Ticker

11/recent/ticker-posts

Download Now

Best Perfume Holder 2021


Best Perfume Holder 2021





Perfume Holder
Perfume Holder




Perfume Holder Perfume odor produced by the vital oils of plants and from synthetic aromatics. The burning of incense which followed the religious rites of ancient China, Palestine, and Egypt led progressively to the personal use of perfume. After 1500 scents became fashionable. Each wealthy family had a still room where cologne was ready by the women. From The New Columbia Encyclopedia, 1975. It's nearly a given which from the beginnings of the production of glass and items made from glass, containers to contain perfumes were produced by these early temptations of the glass firms familiar to us today. Perfumers had to have containers to hold their own merchandise and wherein to sell them.





Good perfumes have never been cheap and the end-users, of time periods, would have desired decorative bottles to hold the scents. Accordingly, from the start of the glass business, a lot of the better glass homes included in their product lines, cologne bottles. The Cambridge Glass Company was no exception since it generated numerous perfume bottles in assorted sizes, colors, and shapes. This article will have to check out the background of cologne or cologne bottles and cologne atomizer bottles produced by Cambridge and sold below their label or sold in large quantities to other companies who added atomizers and sold the things under their label.





These perfume containers frequently stay quite recognizable since being made from the Cambridge Glass Co. Due to their color, shape, and decoration. The first illustration of a Cambridge scent container appeared within a catalog published around 1916 as part of a line titled in the catalog as No. 2590 Design Plain - Printed and Iron Mold Blown Ware. The item itself was captioned 3 oz. Cologne, G. S. It had been a plain short cylindrical bottle with a ground stopper and, if found today, will be extremely difficult, if not impossible to identify since having been made by Cambridge. Among the things shown with this line was a Tall Decanter or Cologne.





This could be viewed in a Carnival finish in the photo at the left. Similarly a 6 oz. Tall Cologne Bottle and Stopper are shown as a part of the No. 2699 or Buzz Saw Design. Among the items making up the No. 2351 Design, a heavy pressed line, was a rectangular-shaped perfume bottle and stopper offered within 8 and 12 oz. On a page titled Glass Containers from the same 1916 catalog are two jugs, each available within 2 and 4-ounce sizes. Bearing the catalog nos. 2669, 2675, 2667, and 2668 were simply called jugs, but most definitely might have been utilized as containers for perfume or other scents. 2669 and 2675 have only one handle and are illustrated here.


» **EXERCISE**
Strip out the pictures and transcribe the records that follow exactly.

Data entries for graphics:
========

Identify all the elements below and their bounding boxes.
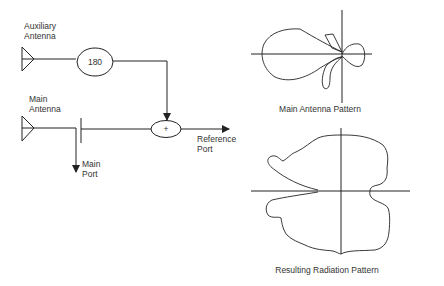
phase-shifter-label: 180 xyxy=(88,57,102,67)
aux-to-summer-arrow xyxy=(113,61,167,120)
back-lobe xyxy=(342,44,365,67)
auxiliary-antenna-label-1: Auxiliary xyxy=(24,21,57,31)
result-lower-lobe xyxy=(266,191,389,254)
upper-side-lobe xyxy=(325,34,342,52)
main-port-label-2: Port xyxy=(82,169,98,179)
summer-label: + xyxy=(164,124,169,134)
reference-port-label-1: Reference xyxy=(197,134,236,144)
main-antenna-label-2: Antenna xyxy=(29,104,61,114)
auxiliary-antenna-icon xyxy=(22,47,34,71)
main-antenna-icon xyxy=(22,116,34,141)
resulting-radiation-pattern xyxy=(251,128,410,254)
result-upper-lobe xyxy=(268,135,388,191)
main-antenna-pattern xyxy=(251,10,372,103)
reference-port-label-2: Port xyxy=(197,144,213,154)
result-pattern-caption: Resulting Radiation Pattern xyxy=(275,265,379,275)
main-port-label-1: Main xyxy=(82,159,101,169)
main-antenna-label-1: Main xyxy=(29,94,48,104)
auxiliary-antenna-label-2: Antenna xyxy=(24,31,56,41)
main-pattern-caption: Main Antenna Pattern xyxy=(279,104,361,114)
main-port-arrow xyxy=(34,128,76,172)
diagram-canvas: Auxiliary Antenna 180 Main Antenna Main … xyxy=(0,0,444,286)
lower-side-lobe xyxy=(322,57,342,89)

========

» **RESPONSE TO THE EXERCISE**
Identify all the elements below and their bounding boxes.
phase-shifter-label: 180 xyxy=(88,57,102,67)
aux-to-summer-arrow xyxy=(113,61,167,120)
back-lobe xyxy=(342,44,365,67)
auxiliary-antenna-label-1: Auxiliary xyxy=(24,21,57,31)
result-lower-lobe xyxy=(266,191,389,254)
upper-side-lobe xyxy=(325,34,342,52)
main-port-label-2: Port xyxy=(82,169,98,179)
summer-label: + xyxy=(164,124,169,134)
reference-port-label-1: Reference xyxy=(197,134,236,144)
main-antenna-label-2: Antenna xyxy=(29,104,61,114)
auxiliary-antenna-icon xyxy=(22,47,34,71)
main-antenna-icon xyxy=(22,116,34,141)
resulting-radiation-pattern xyxy=(251,128,410,254)
result-upper-lobe xyxy=(268,135,388,191)
main-antenna-pattern xyxy=(251,10,372,103)
reference-port-label-2: Port xyxy=(197,144,213,154)
result-pattern-caption: Resulting Radiation Pattern xyxy=(275,265,379,275)
main-port-label-1: Main xyxy=(82,159,101,169)
main-antenna-label-1: Main xyxy=(29,94,48,104)
auxiliary-antenna-label-2: Antenna xyxy=(24,31,56,41)
main-pattern-caption: Main Antenna Pattern xyxy=(279,104,361,114)
main-port-arrow xyxy=(34,128,76,172)
diagram-canvas: Auxiliary Antenna 180 Main Antenna Main … xyxy=(0,0,444,286)
lower-side-lobe xyxy=(322,57,342,89)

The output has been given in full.